Approaches to viticolture Flashcards
(40 cards)
When did conventional viticulture become common?
In the second half of the twentieth century.
What advantages did conventional viticulture offered at the time?
Intensive fruit farming
Raised yields
Reduced labour requirements
What are four key elements to conventional viticulture?
- Mechanization
- Chemical inputs
- Irrigation
- Clonal selection
How are vineyards kept weed-free in conventional viticulture?
- Plowing between rows
- Herbicide application
What are the advantages of monocultures?
- ability to mechanise the work in the vineyard
- reduction of competition from other plants
- ability to tend to the specific needs of a grape variety planted (irrigation, nutrition level, treatments against hazards, pests and diseases)
- increase yields while reducing costs
What are the disadvantages of monocultures?
- plants more prone to diseases and pests (require more treatments or protection)
- nutrients can be depleted as there is no natural ecosystem to replenish nutrients (requiring more applications of fertilisers)
- from the extra treatments, residual chemicals can find their way into ground water or the air, creating environmental damage
What can be used to control pests and diseases in conventional viticulture?
Some agrochemical pesticides can be used: Fungicides
Insecticides
Herbicides
What is Organic viticolture?
It rejects the use of man-made (also known as synthetic) fertilisers, fungicides, herbicides and pesticides.
What are the aims of organic viticulture?
It seeks to improve the soil of the vineyard and the range of microbes and animals, such as earthworms, within it and thereby increase the health and disease-resistance of the vine.
What are four key features of organic viticulture?
- Application of compost
- Cover crops
- Natural fertilisers
- Reduce monoculture of vineyards
Why is the application of compost important for a vineyard?
- Breaks down in the soil providing a slow release of nutrients for vines
- Improves the structure and increases the biomass in the soil (the total quantity or weight of organisms in a given area or volume)

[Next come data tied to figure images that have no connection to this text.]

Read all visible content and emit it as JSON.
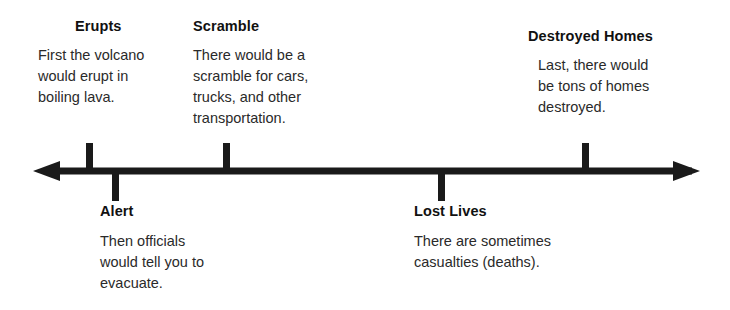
{
  "diagram": {
    "type": "timeline",
    "axis": {
      "name": "double-headed-timeline-arrow",
      "color": "#1a1a1a",
      "line_y": 171,
      "start_x": 33,
      "end_x": 700,
      "left_arrowhead": true,
      "right_arrowhead": true,
      "thickness": 7
    },
    "events": [
      {
        "id": "erupts",
        "title": "Erupts",
        "body": "First the volcano\nwould erupt in\nboiling lava.",
        "position": "above",
        "tick_x": 90,
        "order": 1
      },
      {
        "id": "alert",
        "title": "Alert",
        "body": "Then officials\nwould tell you to\nevacuate.",
        "position": "below",
        "tick_x": 116,
        "order": 2
      },
      {
        "id": "scramble",
        "title": "Scramble",
        "body": "There would be a\nscramble for cars,\ntrucks, and other\ntransportation.",
        "position": "above",
        "tick_x": 227,
        "order": 3
      },
      {
        "id": "lost-lives",
        "title": "Lost Lives",
        "body": "There are sometimes\ncasualties (deaths).",
        "position": "below",
        "tick_x": 442,
        "order": 4
      },
      {
        "id": "destroyed-homes",
        "title": "Destroyed Homes",
        "body": "Last, there would\nbe tons of homes\ndestroyed.",
        "position": "above",
        "tick_x": 586,
        "order": 5
      }
    ]
  },
  "colors": {
    "background": "#ffffff",
    "ink": "#1a1a1a",
    "body_text": "#2a2a2a"
  }
}
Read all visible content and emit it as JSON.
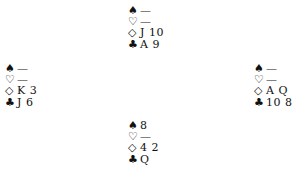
{
  "suit_symbols": {
    "spades": "♠",
    "hearts": "♡",
    "diamonds": "◇",
    "clubs": "♣"
  },
  "hands": {
    "north": {
      "spades": "—",
      "hearts": "—",
      "diamonds": "J 10",
      "clubs": "A 9"
    },
    "west": {
      "spades": "—",
      "hearts": "—",
      "diamonds": "K 3",
      "clubs": "J 6"
    },
    "east": {
      "spades": "—",
      "hearts": "—",
      "diamonds": "A Q",
      "clubs": "10 8"
    },
    "south": {
      "spades": "8",
      "hearts": "—",
      "diamonds": "4 2",
      "clubs": "Q"
    }
  }
}
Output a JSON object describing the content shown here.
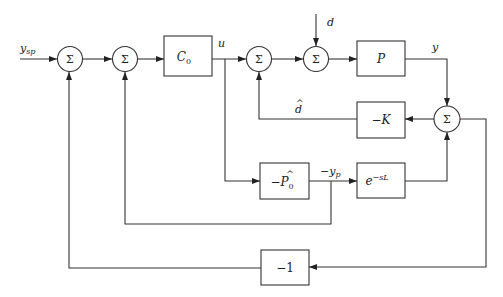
{
  "diagram": {
    "type": "block-diagram",
    "signals": {
      "setpoint": "y_sp",
      "control": "u",
      "disturbance": "d",
      "output": "y",
      "disturbance_estimate": "d̂",
      "prediction": "−y_p"
    },
    "blocks": {
      "controller": "C₀",
      "plant": "P",
      "gain": "−K",
      "model": "−P̂₀",
      "delay": "e^(−sL)",
      "unity": "−1"
    },
    "sum_symbol": "Σ",
    "sums": [
      {
        "id": "sum1",
        "label": "Σ"
      },
      {
        "id": "sum2",
        "label": "Σ"
      },
      {
        "id": "sum3",
        "label": "Σ"
      },
      {
        "id": "sum4",
        "label": "Σ"
      },
      {
        "id": "sum5",
        "label": "Σ"
      }
    ]
  },
  "labels": {
    "ysp_main": "y",
    "ysp_sub": "sp",
    "u": "u",
    "d": "d",
    "y": "y",
    "dhat": "d",
    "dhat_accent": "^",
    "yp_minus": "−y",
    "yp_sub": "p",
    "c0_main": "C",
    "c0_sub": "0",
    "p": "P",
    "k": "−K",
    "p0_minus": "−",
    "p0_main": "P",
    "p0_hat": "^",
    "p0_sub": "0",
    "delay_base": "e",
    "delay_exp": "−sL",
    "neg_one": "−1"
  }
}
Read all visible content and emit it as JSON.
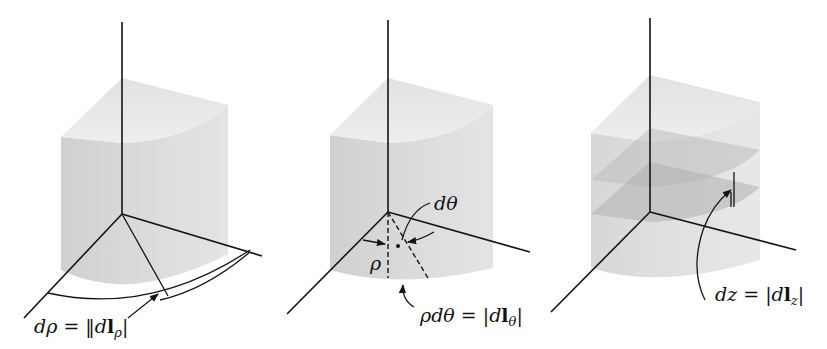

What do cover crops do for a vineyard?
- Prevent erosion of the soil
- Contribute to the improvement of the quality of the soil through ploughing them in (‘green manure’) or by improving biodiversity
- Inhibit the growth of invasive and unwanted weeds.
What do organic grape growers use to combat fungal disease in the vineyard?
Traditional remedies such as sulpher and copper sulphate
Potential environmental negatives for farming organically?
Build up of heavy metals in the soils
Higher use of tractors because more spraying is required
Example of how organic grape growers make uses of natural predators and ecosystem mechanisms.
To protect against grey rot Bacillus subtilis can be used to compete with Botrytis cinerea.
What are sexual confusion techniques and how can it be used in organic viticulture to help prevent insect pests?
Pheromone tags can be used to disrupt mating patterns of insect pests.
What do all organic certification bodies have to meet?
Standards set by IFOAM (International Federation of Organic Agriculture Movements)
Byodinamic viticolture is based on the work of:
Rudolf Steiner and Maria Thun
Describe the basics of biodynamic viticulture?Byodinamic viticolture
- Builds upon organic
- The vineyard soil is seen as part of a connected system with the planet Earth, the air and other planets.
- Practitioners adapt their grape growing practices to coincide with the cycles of the planets, moon and stars.
- Special biodynamic preparations are used to treat the vines.
What is the biodynamic calendar?
A calendar to advise grape growers on root, leaf, flower or fruit days, which indicate the best days for certain activities Developed by Maria Thun
What are ‘preparations’?
- Homeopathic remedies based on natural treatments
- Used to fertilise the soil, treat diseases and ward off pests
What is Preparation 500?
A dilute fertiliser based on cow manure
- Cow manure stuffed into cow’s horn
- Burying horn in the soil throughout the winter
- Later dug up and the contents are dynamised (stirring the contents of the horn into water)
- Sprayed onto the soil as a homeopathic compost
- Goal: manure is believed to catalyse humus formation
What is Preparation 501?
A treatment based on silica
- Fill a cow’s horn with ground quartz (silica)
- Bury it for six months
- Then dug up, dynamised and sprayed onto the soil
- Goal: silica is thought to encourage plant growth
What are Preparations 502-507?
- Belief: compost has to be first ‘activated’ by a series of starters added in tiny quantities
- Starters: yarrow, chamomile, nettle, oak bark, dandelion or valerian prepared in various ways; for example, the yarrow in a deer’s bladder
- Goal: assist with the decomposition of the compost.